Bradbrook, Muriel C. Themes And Conventions In Elizabethan Drama. Cambridge:Cambridge University Press, 2nd Edition 2002.

Originally published in 1935 by a leading authority on Shakespeare at Cambridge University, this influential volume details numerous writing, staging, and acting conventions that characterized theater in the Elizabethan age. Bradbrook includes chapters on Shakespeare as well as contemporaries such as Christopher Marlowe, Cyril Tourneur, and John Webster.

Bradley, A. C. Shakespearean Tragedy: Lectures On Hamlet, Othello, King Lear, & Macbeth. New York: Palgrave Macmillan, 2007.

Bradley’s study originally appeared in 1904, and it collects a number of lectures he gave on Shakespearean tragedy during his tenure at Oxford University. Bradley takes an unusual approach to literary criticism in this volume, discussing the characters named in the title as if he knows them personally.

Cavell, Stanley. Disowning Knowledge In Six Plays Of Shakespeare.Cambridge: Cambridge University Press, 1987.

The six essays collected in this volume by Cavell, an American philosopher, all emphasize a concern with skepticism. Cavell reads Othello’s jealousy and its disastrous consequences as one of several examples in which Shakespeare uses tragedy to explore the danger of refusing to accept certain truths about oneself and others.

Gurr, Andrew. The Shakespearean Stage, 1574–1642. Cambridge: Cambridge University Press, 1992.

Originally published in 1970, Andrew Gurr’s book remains the most authoritative overview of Shakespearean drama. This volume is particularly useful for understanding how Shakespeare’s plays were originally produced and staged.

Heilman, Robert. Magic In The Web: Action And Language In Othello. Lexington: University Of Kentucky Press, 1956.

In this single-text study, Heilman closely examines the various elements of action (e.g., physical movement, psychological habits) and language (e.g., characters’ habits of speech, patterns in the poetic language). Heilman meditates on the relationship between these elements and how this relationship determines the play’s plot and themes.

Kolin, Philip, Ed. Othello: New Critical Essays. New York: Routledge, 2001.

Kolin’s recent edited volume includes a substantial introduction as well as twenty essays by both established and emerging Shakespeare scholars. The essays are of interest primarily for the range of experimental and interdisciplinary methods the authors pursue, thus providing exciting new perspectives on the play.

Rosenberg, Marvin. The Masks Of Othello. Newark, DE: University Of Delaware Press, New Edition 1992.

Rosenberg’s classic study, which first appeared in 1961, documents how interpretations of the play have changed over the centuries since its original premiere. In particular, Rosenberg examines various edited stage versions of the play and discusses how the changes editors made reflect social and cultural history.

Shaughnessy, Robert, Ed. Shakespeare In Performance. New York: St. Martin’s Press, 2000.

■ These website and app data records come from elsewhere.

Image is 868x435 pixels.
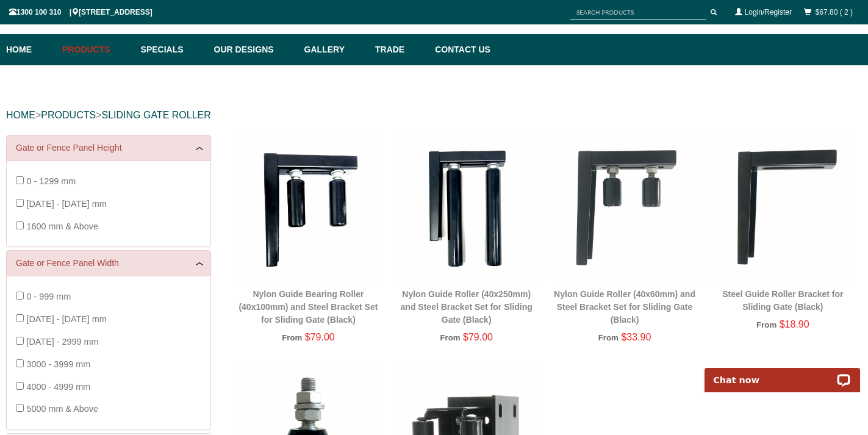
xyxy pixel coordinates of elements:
[816,8,853,17] a: $67.80 ( 2 )
[26,177,76,186] span: 0 - 1299 mm
[369,34,429,65] a: Trade
[621,332,651,342] span: $33.90
[305,332,335,342] span: $79.00
[298,34,369,65] a: Gallery
[780,319,810,329] span: $18.90
[26,336,98,346] span: [DATE] - 2999 mm
[697,354,868,392] iframe: LiveChat chat widget
[26,222,98,231] span: 1600 mm & Above
[463,332,493,342] span: $79.00
[710,135,856,281] img: Steel Guide Roller Bracket for Sliding Gate (Black) - Gate Warehouse
[26,404,98,414] span: 5000 mm & Above
[6,96,862,135] div: > >
[440,333,460,342] span: From
[551,135,697,281] img: Nylon Guide Roller (40x60mm) and Steel Bracket Set for Sliding Gate (Black) - Gate Warehouse
[282,333,302,342] span: From
[56,34,135,65] a: Products
[401,289,532,324] a: Nylon Guide Roller (40x250mm) and Steel Bracket Set for Sliding Gate (Black)
[239,289,378,324] a: Nylon Guide Bearing Roller (40x100mm) and Steel Bracket Set for Sliding Gate (Black)
[6,110,35,120] a: HOME
[9,8,152,17] span: 1300 100 310 | [STREET_ADDRESS]
[429,34,490,65] a: Contact Us
[26,359,90,369] span: 3000 - 3999 mm
[394,135,539,281] img: Nylon Guide Roller (40x250mm) and Steel Bracket Set for Sliding Gate (Black) - Gate Warehouse
[41,110,96,120] a: PRODUCTS
[745,8,792,17] a: Login/Register
[101,110,210,120] a: sliding gate roller
[554,289,696,324] a: Nylon Guide Roller (40x60mm) and Steel Bracket Set for Sliding Gate (Black)
[6,34,56,65] a: Home
[16,257,201,270] a: Gate or Fence Panel Width
[26,381,90,391] span: 4000 - 4999 mm
[26,199,106,209] span: [DATE] - [DATE] mm
[599,333,619,342] span: From
[135,34,208,65] a: Specials
[723,289,844,312] a: Steel Guide Roller Bracket for Sliding Gate (Black)
[26,314,106,324] span: [DATE] - [DATE] mm
[16,141,201,154] a: Gate or Fence Panel Height
[208,34,298,65] a: Our Designs
[571,5,707,20] input: SEARCH PRODUCTS
[236,135,382,281] img: Nylon Guide Bearing Roller (40x100mm) and Steel Bracket Set for Sliding Gate (Black) - Gate Wareh...
[26,291,71,301] span: 0 - 999 mm
[756,320,777,329] span: From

Taken together, the essays in Shaughnessy’s edited volume draw on numerous modern critical discourses such as new historicism, feminism, and postcolonialism in order to discuss how the performance of Shakespeare’s plays has transformed from the Renaissance to the present.

Snyder, Susan, Ed. Othello: Critical Essays. New York: Garland, 1988.

Snyder’s edited volume collects fifteen historical and modern essays that address various aspects of Othello. Snyder has arranged these essays in chronological order, beginning with work by the eighteenth-century British dramatist Samuel Foote and concluding with a text by the twentieth-century scholar Peter Stallybrass.

Vaughan, Virginia Mason. Othello: A Contextual History. New York: Cambridge University Press, 1997.

In her book, Vaughan begins by placing Othello in its historical context. She does so by closely examining contemporary writing that Shakespeare incorporated into his play. Vaughan also analyzes the play’s performance history in order to determine how social and cultural changes shaped (and reshaped) historical interpretations of the play.